Of course, it doesn’t help the pro-sensitivity argument that certain people who should damn well know better keep using names like “squawbush.”
In 1991, botanical writer Melvin Hunter published an article in The Scientist entitled “ Racist Relics: An Ugly Blight On Our Botanical Nomenclature.” In the article, Hunter described the resistance by certain editors of botanical publications to even considering the issue as a topic worth discussing:
Surprisingly, there is a great reticence among botanical scientists to challenge the existence of these racist relics in the garden. Before The Scientist agreed to publish this article, the idea had been rejected by a half-dozen regional and national horticultural and garden magazines. The editor of one scholarly West Coast journal, which represents a number of influential horticulture societies, rejected the idea by responding, “I feel it would stress the sociological implications at the expense of the botanical. Into an article [on plants] the origin and implication of the vernacular name might fit with a sentence or two.” A prominent California horticultural society also shied away from a discussion of racially derogatory common plant names. The editor of the society’s journal commented: “The subject is inappropriate and appears to create a quarrel where there isn’t one at present… your charge of racism is a little dramatic, I feel.”
Because only white people garden, I think the reasoning went.
Hunter found hope in a couple of places, however:
Elizabeth Knoll, sponsoring editor for science and the history of science at the University of California Press, says, “I will make it a point of telling the authors and the advisory board members — if they don’t have the sense to realize it already — that racist and derogatory terms are unacceptable.”
It may well be Elizabeth Knoll’s influence that put the kibosh on one of the most startling examples of use of racist common names I ever came across in my daily reading. It was in the UC Press’ Cacti of California, 1966 edition, in which the small, charming Mojave desert cactus Echinocactus polycephalus was listed, prominently, under the common name “Niggerheads.” The usage extended to a number of other UC Press books as well. No more: the University of California Press has expunged the name from its listings, and they now refer to Echinocactus polycephalus by the common name “cottontop cactus.” (Although I prefer to use the alternative “Mojave mound cactus,” which is the one I first learned.)

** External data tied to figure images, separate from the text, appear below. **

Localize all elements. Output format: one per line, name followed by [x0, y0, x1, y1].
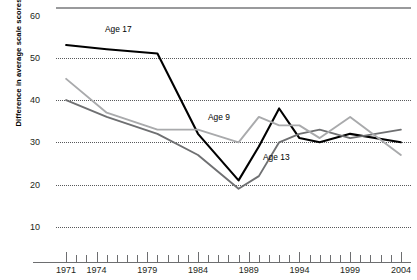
- series-label-age-17: Age 17: [105, 24, 132, 34]
- x-tick-1985: [208, 255, 209, 262]
- series-label-age-9: Age 9: [208, 112, 230, 122]
- x-tick-1988: [239, 255, 240, 262]
- x-tick-1981: [168, 255, 169, 262]
- x-tick-1975: [107, 255, 108, 262]
- x-tick-2003: [391, 255, 392, 262]
- x-tick-1994: [299, 252, 300, 262]
- x-tick-1992: [279, 255, 280, 262]
- x-tick-2004: [401, 252, 402, 262]
- x-tick-1987: [228, 255, 229, 262]
- x-tick-2002: [381, 255, 382, 262]
- x-tick-1996: [320, 255, 321, 262]
- x-tick-label-1994: 1994: [289, 265, 309, 275]
- x-tick-1980: [157, 255, 158, 262]
- series-label-age-13: Age 13: [263, 152, 290, 162]
- chart-container: Difference in average scale scores 60504…: [0, 0, 417, 280]
- x-tick-1971: [66, 252, 67, 262]
- x-tick-1990: [259, 255, 260, 262]
- x-tick-2001: [370, 255, 371, 262]
- x-tick-1976: [117, 255, 118, 262]
- x-tick-label-1974: 1974: [87, 265, 107, 275]
- plot-area: [0, 0, 417, 280]
- x-tick-label-1999: 1999: [340, 265, 360, 275]
- x-tick-1974: [97, 252, 98, 262]
- x-tick-label-1984: 1984: [188, 265, 208, 275]
- x-tick-1993: [289, 255, 290, 262]
- x-tick-1973: [86, 255, 87, 262]
- x-tick-1979: [147, 252, 148, 262]
- x-tick-1997: [330, 255, 331, 262]
- x-tick-1978: [137, 255, 138, 262]
- x-tick-1995: [310, 255, 311, 262]
- x-tick-1986: [218, 255, 219, 262]
- x-tick-label-1989: 1989: [239, 265, 259, 275]
- x-tick-1983: [188, 255, 189, 262]
- x-tick-1989: [249, 252, 250, 262]
- x-axis-line: [33, 262, 411, 263]
- x-tick-label-1979: 1979: [137, 265, 157, 275]
- x-tick-2000: [360, 255, 361, 262]
- series-line-age-17: [66, 45, 401, 180]
- x-tick-1998: [340, 255, 341, 262]
- x-tick-1991: [269, 255, 270, 262]
- x-tick-1999: [350, 252, 351, 262]
- x-tick-1982: [178, 255, 179, 262]
- x-tick-1972: [76, 255, 77, 262]
- x-tick-label-1971: 1971: [56, 265, 76, 275]
- series-line-age-9: [66, 79, 401, 155]
- x-tick-1977: [127, 255, 128, 262]
- x-tick-1984: [198, 252, 199, 262]
- x-tick-label-2004: 2004: [391, 265, 411, 275]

Alas, UC Press’ editorial policy seems not to extend to the rest of UC Berkeley.
It’s 2007 and they still refer to the species as “Niggerheads,” prominently, without explanation or note or apology, in the labels of a major, publicly accessible native plant photo database. I wonder how many African-Americans work in the UC Berkeley Plant and Microbial Biology Department. Hmmm. We might have one of those chicken-egg situations here.